Mortal Engines review: It looked like YA movies had at last reached the end of the road. But no. They came spluttering back to life this year with the final instalment of the Maze Runner franchise, Death Cure, and then in the summer they seemed to breathe their last with The Darkest Minds. That was that – and we all let out a sigh of relief. Except that we reckoned without Peter Jackson and a project he’d had to shelve some time ago, but was now ready to launch …..
His adaptation of Philip Reeve’s Mortal Engines had taken second place to all those adventures in Middle Earth so that, despite purchasing the rights in 2009, he was only able to announce in 2016 that it was officially happening. And although he’s producing instead of directing this time, he’s also the co-writer and clearly the driving force behind the movie. One that’s still clinging on to some of the dust it gathered over those years.

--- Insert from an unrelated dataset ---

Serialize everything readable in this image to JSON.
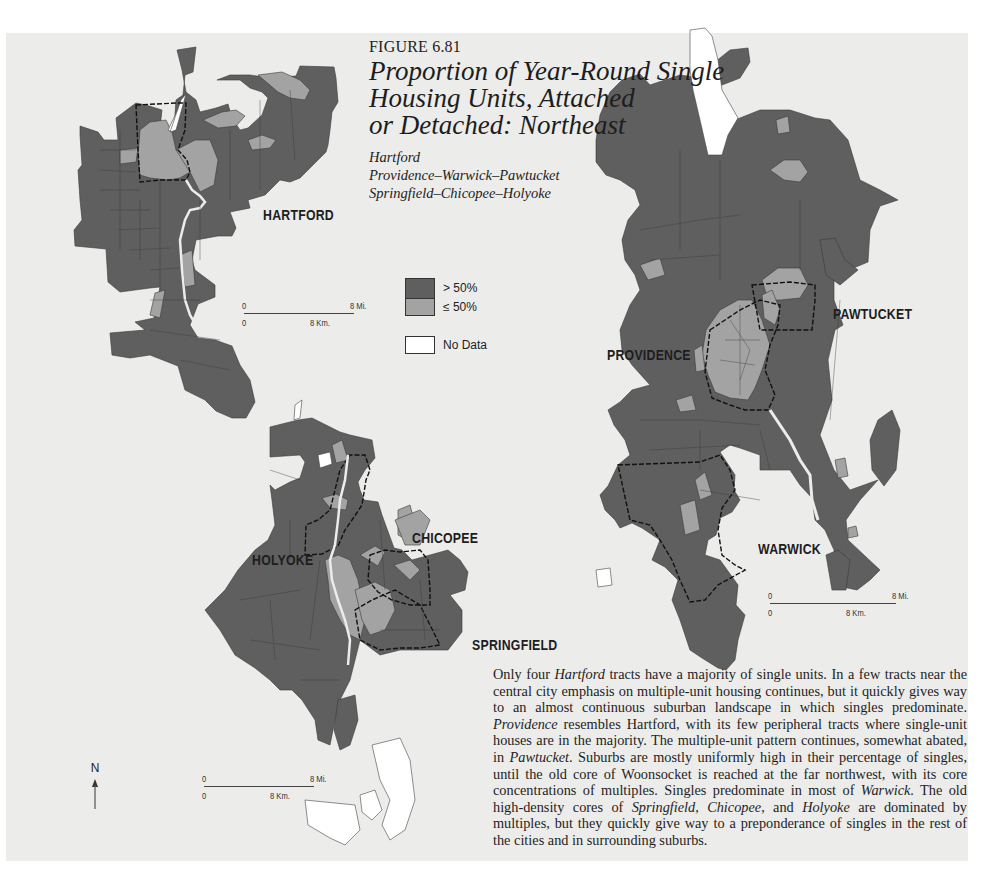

The territory is familiar. Another post-dystopian world, several centuries hence, a world where, judging from all the “old tech” on show, the likes of thee and me would be referred to as “the ancients”. That “old tech” can be anything from smashed mobile phones to what would have been very high-end toasters, but in need of a repair or two. With resources extremely short after whatever catastrophe struck the planet, there are fewer cities and those that still exist are transportable, travelling to find the next energy source. London dominates, but when it overwhelms a smaller city, it takes on board a young girl who tries to assassinate its leader. He’s injured and she’s presumed dead but needs to find her way back to London to finish the job. She has good reason.

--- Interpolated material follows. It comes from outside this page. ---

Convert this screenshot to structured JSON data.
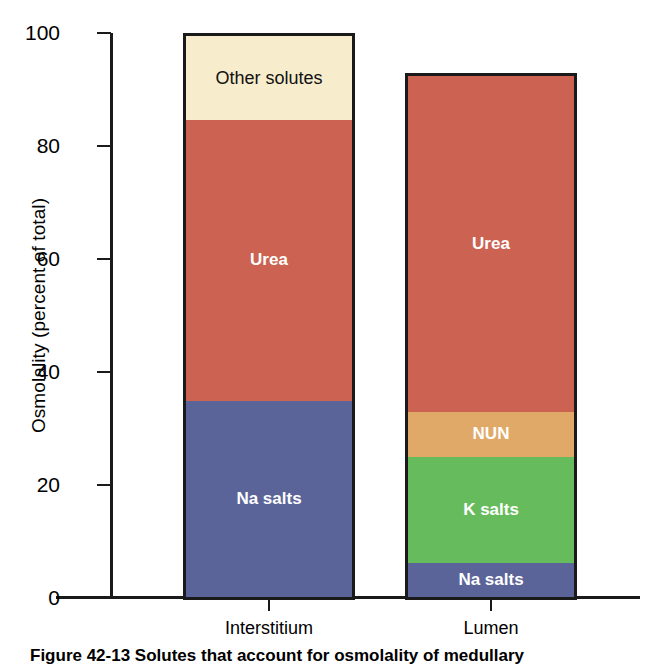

The premise of cities on wheels is engaging and London is nicely created with its mix of traditional and modern. Policemen still wear those traditional helmets, although the rest of their uniform isn’t in the same vein: the Tube stations retain their familiar logo, but the service is very different and St Paul’s still dominates the skyline, but hides a big secret. What soon becomes apparent is that the rest of the film falls well behind on all fronts. You get the feeling you’ve seen it all before – and you have, but in different places. And that impression is there right from the start: that early chase sequence between London and the smaller city looks like a cross between Mad Max:Fury Road and The Wacky Races. Remember The Creepy Coupe With The Gruesome Twosome? Later, an airborne city looks like it was designed for Monty Python. And there’s even a moment echoing a famous scene when the villain confesses to being somebody’s father.
Yes, it’s big, it’s loud, it has action and it’s had money thrown at it – an estimated $100 million – but that doesn’t necessarily make for a good film. Apart from being over-long and derivative to the point of being a mish-mash, the characters are paper thin and that makes it almost impossible for the action sequences to grab your attention, let alone your empathy. The cast are saddled with a cumbersome script so even the likes of Hugh Weaving, playing the villain, struggles to do anything with his leaden lines. And Robert Sheehan, a talented performer, isn’t given the chance to convince as a hero, unintentional or otherwise.
Whether Mortal Engines turns out to be the franchise everybody is expecting will depend on its performance at the box office. As it stands, it’s very dated stuff. It feels like it and it looks like it. A Mortal mess, in fact.
Mortal Engines review by Freda Cooper, December 2018.